Bon Appétit!, Nadja Shkirat

Nadja Shkirat: inanimate mannequins and inverted skies

Nadja Shkirat has found her identity in a multi-cultural family and has been able to construct her art practice despite a hostile overcritical establishment. With her photography, Nadja visualises her take on controversial topics, such as politics, sexuality, and consumerism.

Nadja Shkirat was born in Eastern Germany and now lives in East Jerusalem. She has a BA in Art Education from the University of Leipzig and did her Masters at Burg Giebichenstein University of Art and Design Halle. Being the daughter of a Palestinian father and an Afghani mother, the young artist has faced a lot of discrimination. Surprisingly, this did not cease while studying. Her artistic attempts were not understood or valued.  Nevertheless, Nadja was strongly committed to stand her ground and argue for her photographic vision. Academic boundaries only opened up her professional abilities, unleashing her artistic freedom.

power through artistic freedom

Nadja shoots in analog, but at the same time, a significant part of her art practice is computer-based image processing. This seems to reflect her immediate environment where you can see a child riding a donkey or a flash new mercedes using the same street. Like Nadja’s work, East Jerusalem is a microcosm of the remnants of all previous eras; a functioning combination of incompatibilities. 

Nadja uses the language people are surrounded by every day. She combines tradition with bling and questions both. She offers an alternative to the empty visuals that engulf the visual world. Her works put forth her positions on acute issues. Politics, ecology, advertising, and art establishment are significantly disappointing, as well as Baudrillard’s consumer society and  humanity’s cracked moral compass. In this critical era, Nadja strives to deliver the importance of art to a general audience.

“If you don’t have art, you don’t have society. Therefore, it’s not about art, it’s always about us.” 

Modern reality is fragmented with clips or  “stories”. There seems to be an inability to convey anything pure, the indifference of people around, lack of involvement, totalitarian crimes and stereotypes. 

Why make art?

To whom can your photography be addressed if the audience is satiated with “mass” culture, poor in meaning and acting as a sedative? Everybody appears to turn to the dehumanized entertainment industry as a panacea, which in fact is poisonous. It degenerates self-education, faith and craving for change, and impressions of true art.

images supplied by the artist. credits as labeled.

Nadja has reached the point where she feels she needs to address controversial topics. For instance, the categories of beauty and ersatz-beauty (modified, surrogate naturalness), sexuality, utopia, perfection are implanted in her clean and vivid images. Nadja discovers the vagaries of our plastic world, the good-looking canons, and surrealistically distorted ethical rules. She can not tolerate people that are not real. She despises artificial fakeness and social media “avatars.” Her “plastic” photo series is thus dedicated to real women forced to become standard models, transformed into mannequins. Nadja insists that any human appearance be accepted and respected.

Another of Nadja’s projects can be looked at as a reflection on the character of colour perception. The colour inversion extrapolated in the sky photographs reveals the specific properties of sensory experience, i.e. qualia. The sense of colour cannot be reduced to the objective diagram of the light waves that a physicist operates with. Clouds are nature’s poetry, and the most democratic of its displays since everyone can have a fantastic view of them. By converting the clouds into dark tones and the sky into a pink spectrum, the artist shares the distinctiveness of her perception.

Nadja’s mission

Nadja also combines her artistic practice with the role of an educator. Teaching photography allows her to see its infinite possibilities. Photography is the perfect platform to visualise what is in one’s head. It is self-sufficient; requiring no further explanation. In addition to other students, Nadja passionately teaches photo skills to Palestinian children. She interprets it as her artist’s social responsibility and feels it can make a real impact. Nadja emphasizes the hope that photography can give and how it helps people share their realities and feelings.

Nadja’s art is an ongoing enterprise. There is always a new thought coming. There is always something else that she can create, add, or revise. For example, she is continuously reconsidering the castration anxiety in her  “Vagina Dentata“ project. Vagina dentata (Latin for “toothy vagina”) is a mythological part of the female body, a vagina with teeth, capable of cutting off the male genitalia during intercourse.

The concepts of religion and mentality are intriguing for Nadja as well, and in her upcoming projects she is planning to reflect on these topics more. Apart from that, hair as a substance, metaphor, and cultural item is also fascinating to the artist. She is looking forward to exploring  wigs, body hair, female hair, and associated customs.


▶ **WORK REQUIRED**
The answer should be the records below, word for word, with every image left out.

[Stored entries]
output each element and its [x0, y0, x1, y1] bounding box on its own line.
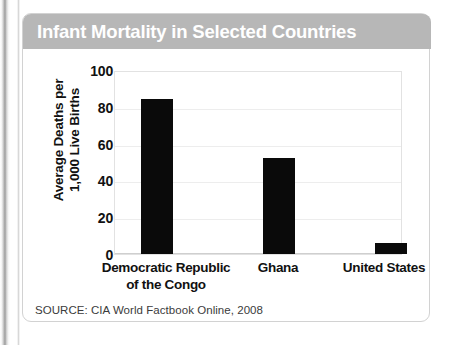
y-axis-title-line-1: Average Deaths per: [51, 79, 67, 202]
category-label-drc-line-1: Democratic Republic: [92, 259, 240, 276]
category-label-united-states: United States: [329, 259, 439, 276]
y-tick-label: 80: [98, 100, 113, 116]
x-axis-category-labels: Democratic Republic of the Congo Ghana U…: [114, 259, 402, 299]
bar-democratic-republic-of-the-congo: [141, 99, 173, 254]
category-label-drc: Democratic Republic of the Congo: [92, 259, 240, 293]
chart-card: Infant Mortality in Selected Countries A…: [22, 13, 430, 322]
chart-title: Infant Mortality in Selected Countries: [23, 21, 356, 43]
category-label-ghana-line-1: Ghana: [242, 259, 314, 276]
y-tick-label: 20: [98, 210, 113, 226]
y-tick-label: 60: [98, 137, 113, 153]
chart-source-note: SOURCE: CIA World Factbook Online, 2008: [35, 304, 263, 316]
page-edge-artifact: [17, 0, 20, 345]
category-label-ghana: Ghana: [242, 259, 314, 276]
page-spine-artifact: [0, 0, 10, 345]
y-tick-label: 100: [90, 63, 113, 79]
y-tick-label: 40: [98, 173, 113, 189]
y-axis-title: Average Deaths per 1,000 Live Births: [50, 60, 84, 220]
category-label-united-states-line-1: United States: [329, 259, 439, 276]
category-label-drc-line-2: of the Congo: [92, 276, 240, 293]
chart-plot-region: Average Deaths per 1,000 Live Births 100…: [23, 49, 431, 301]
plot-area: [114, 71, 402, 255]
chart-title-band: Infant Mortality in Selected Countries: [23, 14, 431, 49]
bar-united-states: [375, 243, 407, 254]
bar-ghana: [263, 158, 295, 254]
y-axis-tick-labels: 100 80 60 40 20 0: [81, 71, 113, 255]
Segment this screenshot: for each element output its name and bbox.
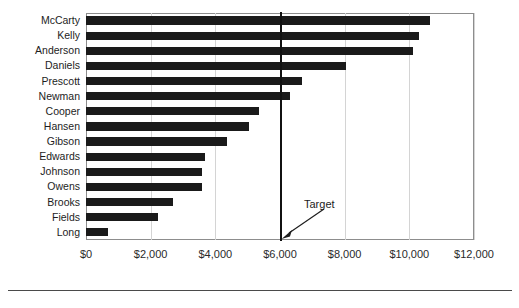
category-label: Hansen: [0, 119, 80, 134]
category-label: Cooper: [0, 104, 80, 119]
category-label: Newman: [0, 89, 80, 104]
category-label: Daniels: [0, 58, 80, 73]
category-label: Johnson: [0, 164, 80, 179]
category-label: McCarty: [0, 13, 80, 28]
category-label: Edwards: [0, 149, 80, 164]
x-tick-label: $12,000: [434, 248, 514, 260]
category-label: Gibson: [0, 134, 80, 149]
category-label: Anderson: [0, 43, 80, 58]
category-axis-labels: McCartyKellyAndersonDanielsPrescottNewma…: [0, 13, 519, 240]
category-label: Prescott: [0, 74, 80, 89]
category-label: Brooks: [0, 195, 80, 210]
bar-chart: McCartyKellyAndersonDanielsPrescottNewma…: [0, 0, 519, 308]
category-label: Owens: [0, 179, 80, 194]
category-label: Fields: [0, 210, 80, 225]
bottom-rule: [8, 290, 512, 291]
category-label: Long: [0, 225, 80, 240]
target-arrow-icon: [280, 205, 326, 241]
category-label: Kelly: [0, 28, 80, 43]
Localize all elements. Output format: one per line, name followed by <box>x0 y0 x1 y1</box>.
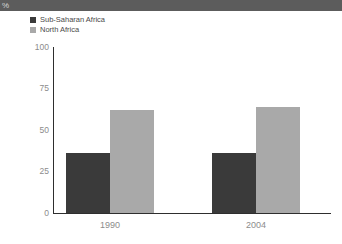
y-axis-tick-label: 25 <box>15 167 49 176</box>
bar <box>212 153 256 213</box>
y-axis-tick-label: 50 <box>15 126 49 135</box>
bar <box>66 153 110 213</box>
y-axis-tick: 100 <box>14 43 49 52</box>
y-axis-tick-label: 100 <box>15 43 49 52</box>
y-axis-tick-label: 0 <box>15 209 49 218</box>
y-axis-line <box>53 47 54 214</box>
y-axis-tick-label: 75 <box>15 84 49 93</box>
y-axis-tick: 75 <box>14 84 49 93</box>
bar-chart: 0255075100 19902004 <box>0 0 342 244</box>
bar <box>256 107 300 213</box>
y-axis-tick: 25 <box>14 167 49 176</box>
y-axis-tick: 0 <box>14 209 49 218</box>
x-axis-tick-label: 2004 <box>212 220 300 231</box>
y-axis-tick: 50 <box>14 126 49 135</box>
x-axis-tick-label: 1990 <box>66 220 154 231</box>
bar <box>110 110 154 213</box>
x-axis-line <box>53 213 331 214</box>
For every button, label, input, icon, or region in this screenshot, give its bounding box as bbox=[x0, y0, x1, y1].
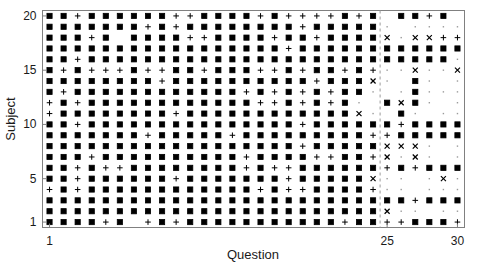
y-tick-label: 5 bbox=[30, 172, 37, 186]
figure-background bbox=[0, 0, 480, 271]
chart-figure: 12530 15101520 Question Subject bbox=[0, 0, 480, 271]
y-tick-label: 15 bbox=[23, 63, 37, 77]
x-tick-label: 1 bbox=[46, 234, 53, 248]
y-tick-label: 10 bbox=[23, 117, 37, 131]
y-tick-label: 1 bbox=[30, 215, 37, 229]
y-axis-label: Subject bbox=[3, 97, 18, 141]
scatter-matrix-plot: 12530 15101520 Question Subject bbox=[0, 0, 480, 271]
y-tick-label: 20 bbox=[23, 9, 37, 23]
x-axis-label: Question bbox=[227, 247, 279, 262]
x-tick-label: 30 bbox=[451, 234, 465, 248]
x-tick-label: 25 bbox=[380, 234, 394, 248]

▶ **SOLUTION TO THIS TASK**
output each element and its [x0, y0, x1, y1] bounding box on its own line.
y-axis-title-line-1: Average Deaths per: [51, 79, 67, 202]
category-label-drc-line-1: Democratic Republic: [92, 259, 240, 276]
category-label-united-states: United States: [329, 259, 439, 276]
y-tick-label: 80: [98, 100, 113, 116]
x-axis-category-labels: Democratic Republic of the Congo Ghana U…: [114, 259, 402, 299]
bar-democratic-republic-of-the-congo: [141, 99, 173, 254]
category-label-drc: Democratic Republic of the Congo: [92, 259, 240, 293]
chart-card: Infant Mortality in Selected Countries A…: [22, 13, 430, 322]
chart-title: Infant Mortality in Selected Countries: [23, 21, 356, 43]
category-label-ghana-line-1: Ghana: [242, 259, 314, 276]
y-tick-label: 20: [98, 210, 113, 226]
y-tick-label: 60: [98, 137, 113, 153]
chart-source-note: SOURCE: CIA World Factbook Online, 2008: [35, 304, 263, 316]
page-edge-artifact: [17, 0, 20, 345]
category-label-ghana: Ghana: [242, 259, 314, 276]
page-spine-artifact: [0, 0, 10, 345]
y-tick-label: 100: [90, 63, 113, 79]
y-tick-label: 40: [98, 173, 113, 189]
y-axis-title: Average Deaths per 1,000 Live Births: [50, 60, 84, 220]
category-label-united-states-line-1: United States: [329, 259, 439, 276]
category-label-drc-line-2: of the Congo: [92, 276, 240, 293]
chart-plot-region: Average Deaths per 1,000 Live Births 100…: [23, 49, 431, 301]
plot-area: [114, 71, 402, 255]
chart-title-band: Infant Mortality in Selected Countries: [23, 14, 431, 49]
bar-united-states: [375, 243, 407, 254]
bar-ghana: [263, 158, 295, 254]
y-axis-tick-labels: 100 80 60 40 20 0: [81, 71, 113, 255]
Segment this screenshot: for each element output its name and bbox.
category-label: Hansen: [0, 119, 80, 134]
category-label: Cooper: [0, 104, 80, 119]
category-label: Newman: [0, 89, 80, 104]
category-label: Daniels: [0, 58, 80, 73]
category-label: Johnson: [0, 164, 80, 179]
category-label: McCarty: [0, 13, 80, 28]
category-label: Edwards: [0, 149, 80, 164]
x-tick-label: $12,000: [434, 248, 514, 260]
category-label: Gibson: [0, 134, 80, 149]
category-label: Anderson: [0, 43, 80, 58]
category-axis-labels: McCartyKellyAndersonDanielsPrescottNewma…: [0, 13, 519, 240]
category-label: Prescott: [0, 74, 80, 89]
category-label: Brooks: [0, 195, 80, 210]
bar-chart: McCartyKellyAndersonDanielsPrescottNewma…: [0, 0, 519, 308]
category-label: Owens: [0, 179, 80, 194]
category-label: Fields: [0, 210, 80, 225]
bottom-rule: [8, 290, 512, 291]
category-label: Long: [0, 225, 80, 240]
target-arrow-icon: [280, 205, 326, 241]
category-label: Kelly: [0, 28, 80, 43]
Localize all elements. Output format: one per line, name followed by <box>x0 y0 x1 y1</box>.
y-axis-tick-label: 25 <box>15 167 49 176</box>
bar <box>212 153 256 213</box>
y-axis-tick-label: 50 <box>15 126 49 135</box>
bar <box>66 153 110 213</box>
y-axis-tick: 100 <box>14 43 49 52</box>
y-axis-tick-label: 100 <box>15 43 49 52</box>
y-axis-tick-label: 0 <box>15 209 49 218</box>
y-axis-line <box>53 47 54 214</box>
y-axis-tick-label: 75 <box>15 84 49 93</box>
y-axis-tick: 75 <box>14 84 49 93</box>
bar-chart: 0255075100 19902004 <box>0 0 342 244</box>
bar <box>256 107 300 213</box>
y-axis-tick: 25 <box>14 167 49 176</box>
y-axis-tick: 0 <box>14 209 49 218</box>
x-axis-tick-label: 2004 <box>212 220 300 231</box>
y-axis-tick: 50 <box>14 126 49 135</box>
x-axis-tick-label: 1990 <box>66 220 154 231</box>
bar <box>110 110 154 213</box>
x-axis-line <box>53 213 331 214</box>
For every button, label, input, icon, or region in this screenshot, give its bounding box as bbox=[x0, y0, x1, y1].
y-tick-label: 5 bbox=[30, 172, 37, 186]
figure-background bbox=[0, 0, 480, 271]
chart-figure: 12530 15101520 Question Subject bbox=[0, 0, 480, 271]
y-tick-label: 15 bbox=[23, 63, 37, 77]
x-tick-label: 1 bbox=[46, 234, 53, 248]
y-tick-label: 10 bbox=[23, 117, 37, 131]
y-tick-label: 1 bbox=[30, 215, 37, 229]
y-axis-label: Subject bbox=[3, 97, 18, 141]
scatter-matrix-plot: 12530 15101520 Question Subject bbox=[0, 0, 480, 271]
y-tick-label: 20 bbox=[23, 9, 37, 23]
x-axis-label: Question bbox=[227, 247, 279, 262]
x-tick-label: 30 bbox=[451, 234, 465, 248]
x-tick-label: 25 bbox=[380, 234, 394, 248]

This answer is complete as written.